As a healthcare ethics motivational speaker, ethics consultant and book author, in my more than 25-years in the field, I have learned a number of truths. While I could never publish my research using “real names,” I will share as an ethics consultant that in most every case of poor healthcare ethics, the perpetrator (sounds harsh, doesn’t it?) is completely aware that they have been unethical. It took them a while to admit to poor healthcare ethics, but they ultimately confessed.
Healthcare Ethics: Drilling Down to the Truth
Without mentioning names or locations, I will offer several examples of what unethical healthcare ethics behavior looks like:
- The primary care physician who ordered unnecessary genetic testing, knowing full-well it was not covered by insurance plan.
- During the worst of COVID-19, an R.N. who did not believe in vaccinations filling out fake vaccination cards for patients (at $500 per record).
- A dentist who groped patients after they were “put under” for dental surgery.
- A compounding pharmacy that did a thriving business honoring forged prescriptions for opioids and then dispensing same for exorbitant amounts of money.
- An elder care facility knowingly employing care providers who were abusers and, in addition, creating unhealthy environments such as faulty HVAC systems and substandard foods.
While healthcare ethics should be based on the age-old statement of “at least do no harm,” in each of the cases I present above (and they are actual), harm was intentionally done. Sometimes the harm was financial, sometimes the harm was abuse – and a huge breach of trust, and sometimes the harm intentionally led to injury or death.
In each case, the healthcare provider was, at first, adamant that they committed no damage or that “everyone does it,” or that they were unaware they had committed a crime. Indeed, they always managed to find lawyers or public defenders to agree with them.
However, as a healthcare ethics motivational speaker, healthcare ethics consultant and book author, I carefully followed each case. Ultimately, there was an admission of guilt or in the least, the payment of massive fines and/or a loss of licensure.
For the most part, what follows the bluff and bluster, is truth. Throwing oneself on the mercy of the courts or Medicare or families or all three.
What happened to healthcare ethics?
What has happened to healthcare ethics in our society? Why is drilling down to the ethical truth so difficult? If I view the five examples from above, there are patterns that are common to all frauds. For example, a lack of oversite. What could be more obvious an example than a sexually abusive dentist who anesthetizes an unaccompanied patient or a healthcare provider in a nursing home who strikes an elderly patient in dementia?
The matter of need is also obvious. The need for money by prescribing unnecessary tests (often with kickbacks) or the need for power.
Then there is rationalization. The rationalization perhaps that “I don’t believe in vaccinations and therefore they don’t work,” or, “Even though you tell me the prescriptions are clearly forgeries, there was no way for me to know at the time, so I never checked.”
In other words, once we get past the medical terminology, HIPAA laws and erudition of the defending arguments, poor healthcare ethics essentially is no different than a dishonest mechanic, a crooked accountant or an abusive baseball coach.
Low standards lead to poor healthcare ethics outcomes
Ethical training and its reinforcement, in healthcare has somehow been obfuscated by professional smokescreens – and it has often been happening out in the open in favor of expediency.
As a healthcare ethics keynote speaker and healthcare ethics consultant, I am unimpressed by any profession that proclaims its practitioners are too busy, too well-trained or “too professional” to submit to ethical training. It is precisely within those ranks that unethical behavior is the most egregious.
It is time for healthcare to take a close look at its own house and to consider that unethical behavior has been doing great harm.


How to complete this task
Your task is to retype the listing word for word.

Entries shown
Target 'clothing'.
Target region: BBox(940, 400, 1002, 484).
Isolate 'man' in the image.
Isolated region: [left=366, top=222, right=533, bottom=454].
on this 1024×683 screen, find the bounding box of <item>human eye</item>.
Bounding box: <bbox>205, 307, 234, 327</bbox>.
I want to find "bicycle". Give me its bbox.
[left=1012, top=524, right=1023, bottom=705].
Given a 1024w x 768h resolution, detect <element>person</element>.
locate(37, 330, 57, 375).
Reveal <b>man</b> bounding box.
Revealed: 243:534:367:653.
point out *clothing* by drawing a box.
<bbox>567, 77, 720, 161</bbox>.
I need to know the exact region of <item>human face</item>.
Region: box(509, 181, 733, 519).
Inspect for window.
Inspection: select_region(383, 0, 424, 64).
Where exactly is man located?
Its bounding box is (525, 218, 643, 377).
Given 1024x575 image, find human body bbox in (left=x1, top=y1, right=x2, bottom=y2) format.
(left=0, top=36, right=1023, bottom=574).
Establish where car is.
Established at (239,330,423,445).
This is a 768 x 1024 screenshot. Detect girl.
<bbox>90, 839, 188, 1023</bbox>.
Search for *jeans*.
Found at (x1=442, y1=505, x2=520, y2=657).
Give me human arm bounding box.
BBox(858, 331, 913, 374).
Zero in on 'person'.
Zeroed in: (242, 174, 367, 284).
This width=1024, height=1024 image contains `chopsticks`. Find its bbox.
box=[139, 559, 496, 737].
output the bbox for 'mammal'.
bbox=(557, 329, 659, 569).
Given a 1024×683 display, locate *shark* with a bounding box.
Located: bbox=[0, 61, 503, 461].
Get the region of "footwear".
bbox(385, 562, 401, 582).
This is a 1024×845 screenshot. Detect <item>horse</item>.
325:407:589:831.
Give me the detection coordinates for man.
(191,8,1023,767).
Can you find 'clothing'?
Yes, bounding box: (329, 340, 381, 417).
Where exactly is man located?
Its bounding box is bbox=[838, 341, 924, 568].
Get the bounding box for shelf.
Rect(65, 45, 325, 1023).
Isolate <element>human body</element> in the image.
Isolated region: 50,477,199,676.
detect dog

Task output
Target 'clothing'.
Target region: BBox(940, 400, 1002, 484).
Isolate 'man' in the image.
Isolated region: [left=366, top=222, right=533, bottom=454].
on this 1024×683 screen, find the bounding box of <item>human eye</item>.
Bounding box: <bbox>205, 307, 234, 327</bbox>.
I want to find "bicycle". Give me its bbox.
[left=1012, top=524, right=1023, bottom=705].
Given a 1024w x 768h resolution, detect <element>person</element>.
locate(37, 330, 57, 375).
Reveal <b>man</b> bounding box.
Revealed: 243:534:367:653.
point out *clothing* by drawing a box.
<bbox>567, 77, 720, 161</bbox>.
I need to know the exact region of <item>human face</item>.
Region: box(509, 181, 733, 519).
Inspect for window.
Inspection: select_region(383, 0, 424, 64).
Where exactly is man located?
Its bounding box is (525, 218, 643, 377).
Given 1024x575 image, find human body bbox in (left=x1, top=y1, right=x2, bottom=y2) format.
(left=0, top=36, right=1023, bottom=574).
Establish where car is.
Established at (239,330,423,445).
This is a 768 x 1024 screenshot. Detect girl.
<bbox>90, 839, 188, 1023</bbox>.
Search for *jeans*.
Found at (x1=442, y1=505, x2=520, y2=657).
Give me human arm bounding box.
BBox(858, 331, 913, 374).
Zero in on 'person'.
Zeroed in: (242, 174, 367, 284).
This width=1024, height=1024 image contains `chopsticks`. Find its bbox.
box=[139, 559, 496, 737].
output the bbox for 'mammal'.
bbox=(557, 329, 659, 569).
Given a 1024×683 display, locate *shark* with a bounding box.
Located: bbox=[0, 61, 503, 461].
Get the region of "footwear".
bbox(385, 562, 401, 582).
This is a 1024×845 screenshot. Detect <item>horse</item>.
325:407:589:831.
Give me the detection coordinates for man.
(191,8,1023,767).
Can you find 'clothing'?
Yes, bounding box: (329, 340, 381, 417).
Where exactly is man located?
Its bounding box is bbox=[838, 341, 924, 568].
Get the bounding box for shelf.
Rect(65, 45, 325, 1023).
Isolate <element>human body</element> in the image.
Isolated region: 50,477,199,676.
detect dog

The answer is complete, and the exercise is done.